Safe House on the Underground Railroad
Why is it impossible to know the details of how freedom seekers moved through Iowa?
Reverend George Hitchcock was an abolitionist who supported freedom seekers on the Underground Railroad.
Transcript
(Rev. George B. Hitchcock House is built in the Federal Style. This means that the house has no formal front porch, however, the house has a wooden slab in front of the front door to make it easier for visitors to get into the house. The house is built with locally sourced sandstone, limestone, walnut and oak. It is a two-story home. There are five windows at the front of the house. Three on the second floor and two on either side of the front door. You can also see four windows, two on the second floor and two on the ground floor on the west side of the home. The windows are known as six-on-six windows since they have six squares of glass on the top part of the window and six squares of glass on the bottom part of the window. The house sits on a slight hill overlooking the property.)
[Abby Brown] Iowa was part of the Underground Railroad. Only a handful of locations still exist to demonstrate this history, including this one in Lewis, Iowa.

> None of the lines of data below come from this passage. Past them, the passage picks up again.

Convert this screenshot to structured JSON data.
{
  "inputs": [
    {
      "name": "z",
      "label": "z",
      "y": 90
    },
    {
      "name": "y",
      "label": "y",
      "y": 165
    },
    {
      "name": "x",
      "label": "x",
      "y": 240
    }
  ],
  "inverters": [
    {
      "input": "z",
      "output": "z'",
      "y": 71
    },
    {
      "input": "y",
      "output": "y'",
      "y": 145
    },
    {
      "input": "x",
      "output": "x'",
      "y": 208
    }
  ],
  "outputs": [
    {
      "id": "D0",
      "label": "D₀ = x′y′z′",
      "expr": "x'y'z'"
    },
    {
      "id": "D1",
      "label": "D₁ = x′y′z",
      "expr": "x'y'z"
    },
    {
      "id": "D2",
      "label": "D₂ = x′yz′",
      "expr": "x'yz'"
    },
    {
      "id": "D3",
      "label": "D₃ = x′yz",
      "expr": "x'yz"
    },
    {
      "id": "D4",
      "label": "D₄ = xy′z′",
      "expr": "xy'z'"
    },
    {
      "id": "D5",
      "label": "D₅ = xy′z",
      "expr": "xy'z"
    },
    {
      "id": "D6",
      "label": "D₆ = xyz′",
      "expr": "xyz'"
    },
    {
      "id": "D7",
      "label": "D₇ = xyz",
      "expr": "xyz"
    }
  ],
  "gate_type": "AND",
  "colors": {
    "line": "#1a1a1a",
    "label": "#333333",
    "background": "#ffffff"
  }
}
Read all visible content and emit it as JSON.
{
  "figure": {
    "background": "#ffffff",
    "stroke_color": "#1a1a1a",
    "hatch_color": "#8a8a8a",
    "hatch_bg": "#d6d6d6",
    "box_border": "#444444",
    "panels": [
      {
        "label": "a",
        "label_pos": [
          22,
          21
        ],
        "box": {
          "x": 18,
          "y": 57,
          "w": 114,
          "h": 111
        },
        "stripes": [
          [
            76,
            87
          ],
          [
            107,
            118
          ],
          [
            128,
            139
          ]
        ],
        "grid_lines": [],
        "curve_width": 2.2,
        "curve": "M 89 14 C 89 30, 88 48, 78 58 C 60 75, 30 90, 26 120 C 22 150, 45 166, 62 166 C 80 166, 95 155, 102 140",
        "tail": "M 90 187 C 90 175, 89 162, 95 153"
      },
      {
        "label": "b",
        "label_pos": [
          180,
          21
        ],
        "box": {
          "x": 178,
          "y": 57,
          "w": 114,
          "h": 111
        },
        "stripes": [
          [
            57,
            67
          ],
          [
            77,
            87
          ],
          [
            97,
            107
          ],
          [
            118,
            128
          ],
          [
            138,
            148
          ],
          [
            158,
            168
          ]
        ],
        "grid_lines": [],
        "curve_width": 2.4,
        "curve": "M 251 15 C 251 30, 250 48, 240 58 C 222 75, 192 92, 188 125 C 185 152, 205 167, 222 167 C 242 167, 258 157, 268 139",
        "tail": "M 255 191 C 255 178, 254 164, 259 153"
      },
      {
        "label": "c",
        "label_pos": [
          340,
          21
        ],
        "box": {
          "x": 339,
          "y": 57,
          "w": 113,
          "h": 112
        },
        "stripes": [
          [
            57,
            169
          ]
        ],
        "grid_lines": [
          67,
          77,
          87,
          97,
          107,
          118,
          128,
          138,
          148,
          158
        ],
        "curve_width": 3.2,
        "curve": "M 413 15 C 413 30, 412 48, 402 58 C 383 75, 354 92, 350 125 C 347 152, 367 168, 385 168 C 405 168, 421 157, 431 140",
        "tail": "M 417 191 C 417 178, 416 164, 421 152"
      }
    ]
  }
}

(Map marking Cass County in southwestern Iowa.)
Reverend George Hitchcock was a preacher who settled in Lewis, Iowa to start a church. He was also an abolitionist and a stonemason. He used his building skills and his creativity to help freedom seekers. Even though Iowa was always a free state, the Fugitive Slave Act of 1850 made it illegal to help freedom seekers. So it was too risky for people like George Hitchcock to keep documentation on their efforts. But it's thought that Hitchcock built this secret room in the basement specifically to hide freedom seekers.
(To the left there is a white limestone fireplace. At the far corner, there’s a staircase. Straight ahead is a doorway leading into the second half of the basement.)
Bounty hunters were common and they could make a lot of money by capturing freedom seekers and returning them to slavery. It's important to remember that the Underground Railroad wasn't really a railroad and it wasn't underground either. The railroad was being built during this time in history and it fascinated people. So using the word railroad made talking about secret routes less suspicious.
For freedom seekers and those who helped them, the Underground Railroad was a network of stops, kind of like train stations. Since assisting the escape of freedom seekers was illegal, the stops were not talked about openly. So underground meant secret. Underground railroad.
The Hitchcock House is listed on the National Register of Historic Places and has also been named a National Historic Landmark.
Every county in Iowa has mysteries to discover, even though we'll never know all the secrets of the Hitchcock House in Cass County.
Funding for FIND Iowa has been provided by The Coons Foundation, Pella and the Gilchrist Foundation.